The inaugural member for Menzies was Neil Brown, who had held Diamond Valley from 1969 to 1972 and again from 1975 to 1983, having lost the seat with the defeats of Coalition governments on both occasions. Established in the safe new seat of Menzies from 1985, he served as the party’s deputy leader under John Howard from 1985 to 1987. Brown retired in February 1991 and was succeeded by Kevin Andrews, who won the by-election held the following May without opposition from the Labor Party.
Noted for his religious convictions and social conservatism, Andrews came to prominence when he spearheaded a successful push to overturn Northern Territory euthanasia laws in federal parliament. He was promoted to the outer ministry as Ageing Minister after the 2001 election and then to cabinet in October 2003, serving first as Workplace Relations Minister during the introduction of WorkChoices and then as Immigration Minister from January 2007 until the government’s defeat the following November, in which time he was dogged by the Muhamed Haneef affair.
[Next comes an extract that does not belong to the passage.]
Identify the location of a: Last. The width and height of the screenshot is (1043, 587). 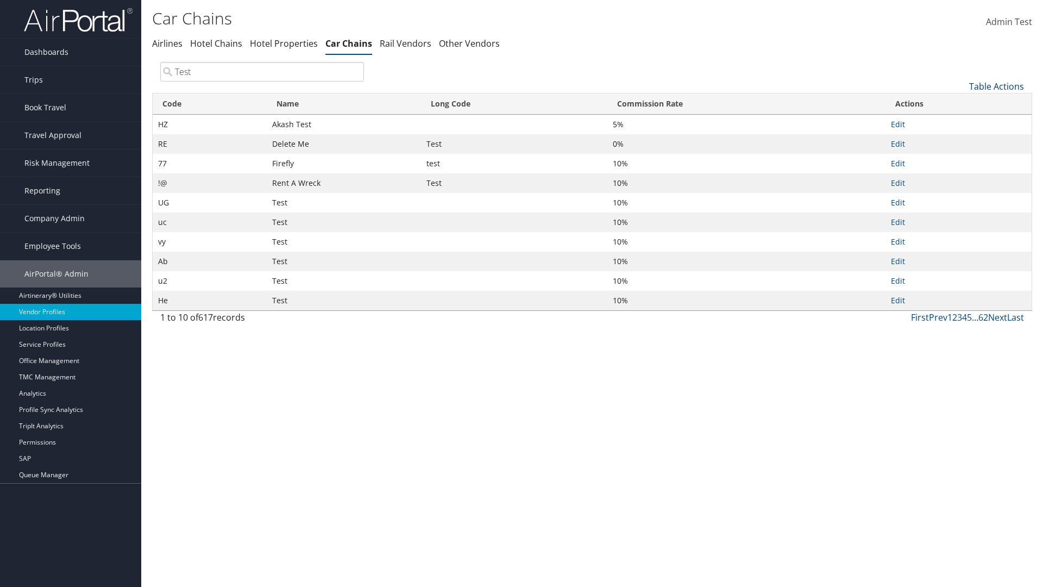
(1015, 317).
Andrews was dropped from the Coalition front bench after the November 2007 election defeat, but returned as Shadow Families, Housing and Human Services Minister when Tony Abbott became leader in December 2009. He had played a key role in Abbott’s rise to the leadership, having made a tokenistic challenge to Turnbull’s leadership a week earlier in protest against his support for the Rudd government’s emissions trading scheme.